I've used two instructors before but they worked on pretty similar lines but focused on different aspects so all worked well. However, in your situation I would be very wary as the odds of confusing the horse and yourself seem high. Personally I would go with one instructor but keep an open mind for the future


This was the case with my jumping instructor. He has great flatwork and wants the horses to always be forward but in a relaxed rhythm. With previous horses, his jumping instruction has always complemented my dressage lessons really well. In this particular case I think I would probably take a break from the SJ until the horse is established in his rhythm and ready to ask for the level of forward-going that the SJ instructor requires before confusing him with two different ways of riding.


i had an exracer that went similarly and battled with the same trot/speed issue for years. Even when he felt lovely, we still had an overarched neck issue at times and I hit a wall on his dressage over it, I just felt that while it was fine, it could be much better.

Went to a new trainer and she took me straight back to basics on everything and changed his way of going completely. At the heart of it though was finding the horses natural rhytmn and working from there. In my horses case, it was slowing it down more. Whereas in older lessons it had always been to push him forward. But he went 100% better witht he new instructor and our contact and how he worked through his back was so much better. So you are right to go with B.

Like you I was stuck juggling the 2 instructors due to politics. But I just made very clear in my head what instructor B was developing with me and I never went off track if instructor a told me to speed up etc. Instead I would focus instructor A at the start of the lesson and say I wanted to work on leg position, my shoulders, polework etc, stuff that wouldn't contradict what the other instructor was getting me to do.


that's a really good point by cortez.

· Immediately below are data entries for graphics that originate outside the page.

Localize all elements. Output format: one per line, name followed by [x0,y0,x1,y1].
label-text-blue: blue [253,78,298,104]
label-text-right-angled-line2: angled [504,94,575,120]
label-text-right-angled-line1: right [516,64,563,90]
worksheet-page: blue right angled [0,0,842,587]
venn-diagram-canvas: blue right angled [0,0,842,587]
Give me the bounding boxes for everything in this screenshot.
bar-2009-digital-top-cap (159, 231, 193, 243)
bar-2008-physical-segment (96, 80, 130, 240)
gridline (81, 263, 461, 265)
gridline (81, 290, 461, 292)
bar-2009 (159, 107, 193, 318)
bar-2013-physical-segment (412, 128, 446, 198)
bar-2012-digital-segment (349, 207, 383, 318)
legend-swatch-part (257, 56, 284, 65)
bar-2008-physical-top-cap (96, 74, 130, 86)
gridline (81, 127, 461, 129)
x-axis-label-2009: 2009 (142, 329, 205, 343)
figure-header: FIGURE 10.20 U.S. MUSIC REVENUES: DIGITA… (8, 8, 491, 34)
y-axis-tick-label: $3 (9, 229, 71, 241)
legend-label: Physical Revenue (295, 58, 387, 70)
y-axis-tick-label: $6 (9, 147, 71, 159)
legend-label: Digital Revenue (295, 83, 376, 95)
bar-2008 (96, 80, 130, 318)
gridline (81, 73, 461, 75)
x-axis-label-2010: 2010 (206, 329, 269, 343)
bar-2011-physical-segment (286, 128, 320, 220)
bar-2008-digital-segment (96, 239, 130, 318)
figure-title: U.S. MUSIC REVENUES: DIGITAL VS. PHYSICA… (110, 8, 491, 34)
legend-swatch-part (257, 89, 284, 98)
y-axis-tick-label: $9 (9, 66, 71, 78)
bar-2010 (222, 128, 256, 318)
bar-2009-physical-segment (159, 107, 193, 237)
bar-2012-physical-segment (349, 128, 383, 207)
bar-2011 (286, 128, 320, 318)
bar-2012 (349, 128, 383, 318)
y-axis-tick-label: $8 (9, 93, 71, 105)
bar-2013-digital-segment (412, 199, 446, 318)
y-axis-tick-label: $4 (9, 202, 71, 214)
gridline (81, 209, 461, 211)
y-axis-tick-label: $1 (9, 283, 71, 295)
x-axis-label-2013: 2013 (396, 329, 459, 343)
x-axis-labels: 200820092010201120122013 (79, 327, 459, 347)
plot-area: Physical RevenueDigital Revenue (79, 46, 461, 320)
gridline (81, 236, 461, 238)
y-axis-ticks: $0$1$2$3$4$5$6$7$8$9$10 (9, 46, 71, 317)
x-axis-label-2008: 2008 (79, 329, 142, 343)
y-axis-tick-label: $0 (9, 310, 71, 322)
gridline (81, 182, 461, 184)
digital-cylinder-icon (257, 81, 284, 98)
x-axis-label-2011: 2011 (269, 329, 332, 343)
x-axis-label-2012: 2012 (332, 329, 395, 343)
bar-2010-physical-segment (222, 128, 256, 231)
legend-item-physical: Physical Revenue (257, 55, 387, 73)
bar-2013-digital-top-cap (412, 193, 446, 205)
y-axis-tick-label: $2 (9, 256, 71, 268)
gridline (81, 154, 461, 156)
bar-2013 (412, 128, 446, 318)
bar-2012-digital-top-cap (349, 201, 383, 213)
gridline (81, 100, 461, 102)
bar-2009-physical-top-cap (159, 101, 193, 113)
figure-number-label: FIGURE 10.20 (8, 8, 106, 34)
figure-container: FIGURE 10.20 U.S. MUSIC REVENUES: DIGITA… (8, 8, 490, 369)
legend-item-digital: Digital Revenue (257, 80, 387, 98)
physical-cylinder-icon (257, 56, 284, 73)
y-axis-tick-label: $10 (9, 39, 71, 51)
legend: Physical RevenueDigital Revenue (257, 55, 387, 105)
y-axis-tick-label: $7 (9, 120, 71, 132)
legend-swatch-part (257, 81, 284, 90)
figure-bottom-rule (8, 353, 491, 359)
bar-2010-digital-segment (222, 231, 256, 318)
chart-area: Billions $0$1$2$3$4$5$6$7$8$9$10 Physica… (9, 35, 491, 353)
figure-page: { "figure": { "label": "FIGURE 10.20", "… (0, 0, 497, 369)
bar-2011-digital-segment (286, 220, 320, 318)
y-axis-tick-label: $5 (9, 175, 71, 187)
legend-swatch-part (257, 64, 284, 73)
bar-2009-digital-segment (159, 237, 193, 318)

If you are planning to concentrate on eventing later on, you are better to work mainly with a dressage instructor who understands that sport.
I find pure dressage teachers great for a bootcamp, but you need to have an instructor who understands that event horses have different temperaments, different muscle development and a different mindset.

This is a completely different point and nothing to do with the post but It is an awful sight now seeing more and more horses that have been 'over-dressage' developed on cross country courses.


It was an interesting thing! I wouldn't say I felt like I was going backwards per se, but while she said he was going how a young horse should at his stage, it was clear we had some refining to do before things could really progress. I don't think I have ever had quite such an enlightening lesson and I feel now is the time to establish that work rather than late when, as you say, I feel I'm likely to hit a plateau. The horse has a very well set on neck and I feel will come up in front correctly and quite easily, if I get the basics right.

I'm definitely not planning to concentrate on eventing! I like to showjump up to 1.20ish (at home rather than at shows preferably!) and do some smaller XC for the fun of it, and for general athleticism and cross-training purposes, but I cannot ever see myself willingly galloping down to a solid 1.20 fence or an enormous ditch!
 
The instructors clash. There's no way around it.

Your gut already tells you B will help shape your horses training.